»»

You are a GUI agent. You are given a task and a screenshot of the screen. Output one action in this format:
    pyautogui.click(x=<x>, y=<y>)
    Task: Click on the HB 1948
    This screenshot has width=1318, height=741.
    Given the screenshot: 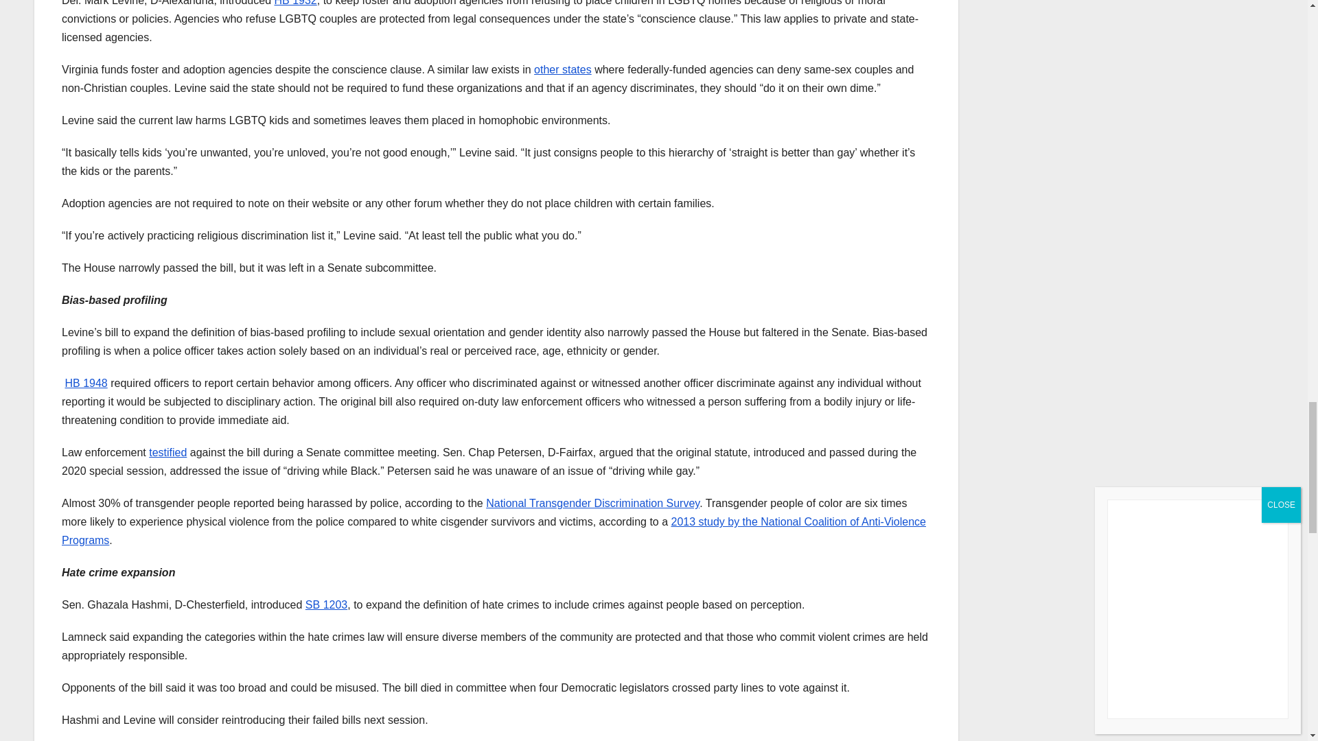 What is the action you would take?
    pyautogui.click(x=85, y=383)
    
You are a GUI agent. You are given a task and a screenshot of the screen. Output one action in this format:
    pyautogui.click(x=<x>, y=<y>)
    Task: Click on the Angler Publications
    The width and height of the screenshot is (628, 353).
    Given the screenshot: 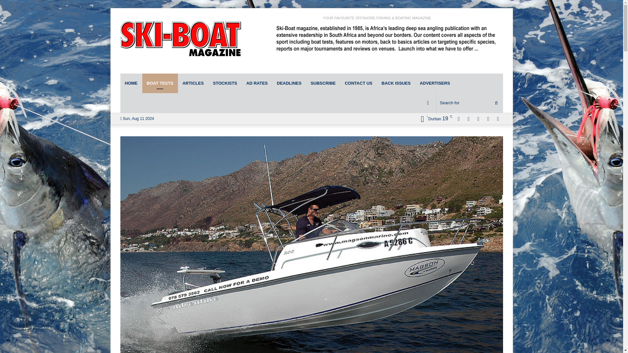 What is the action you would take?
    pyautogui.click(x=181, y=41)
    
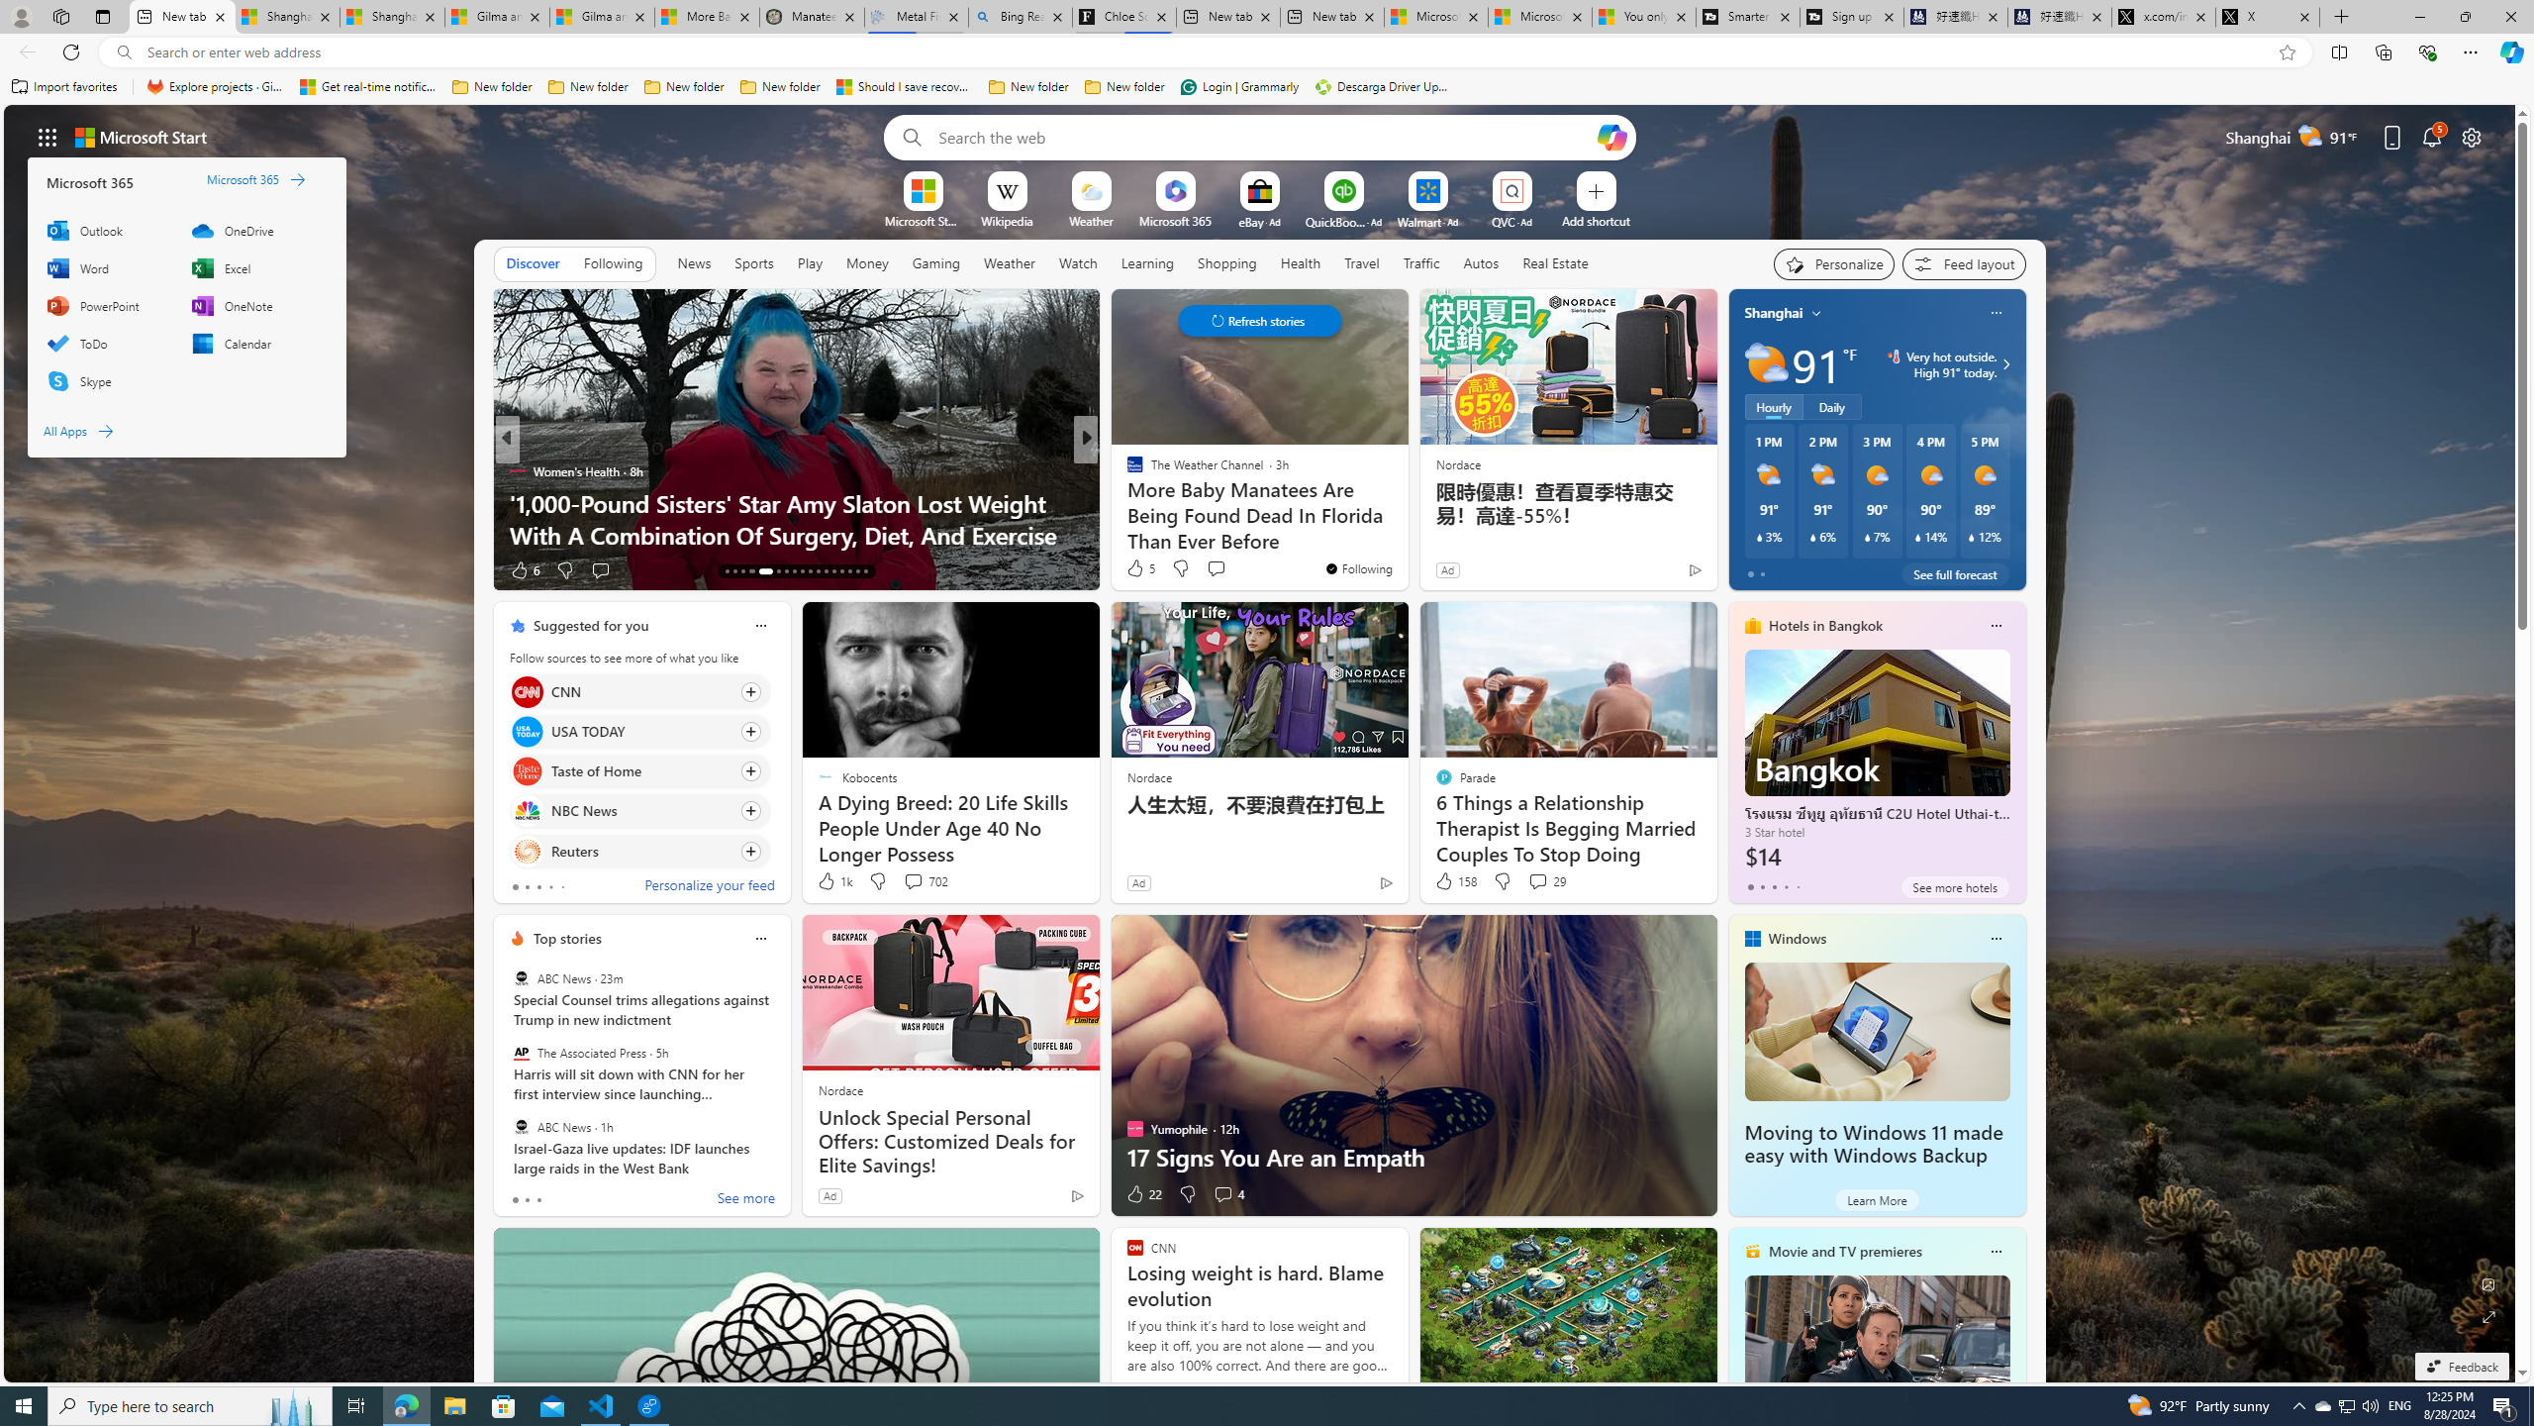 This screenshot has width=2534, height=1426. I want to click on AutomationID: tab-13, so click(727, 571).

««

Activity: Starting at the first line of the material above, reproduce each line exactly up to and including the line with "This screenshot has width=1318, height=741.".

Result:
You are a GUI agent. You are given a task and a screenshot of the screen. Output one action in this format:
    pyautogui.click(x=<x>, y=<y>)
    Task: Click on the HB 1948
    This screenshot has width=1318, height=741.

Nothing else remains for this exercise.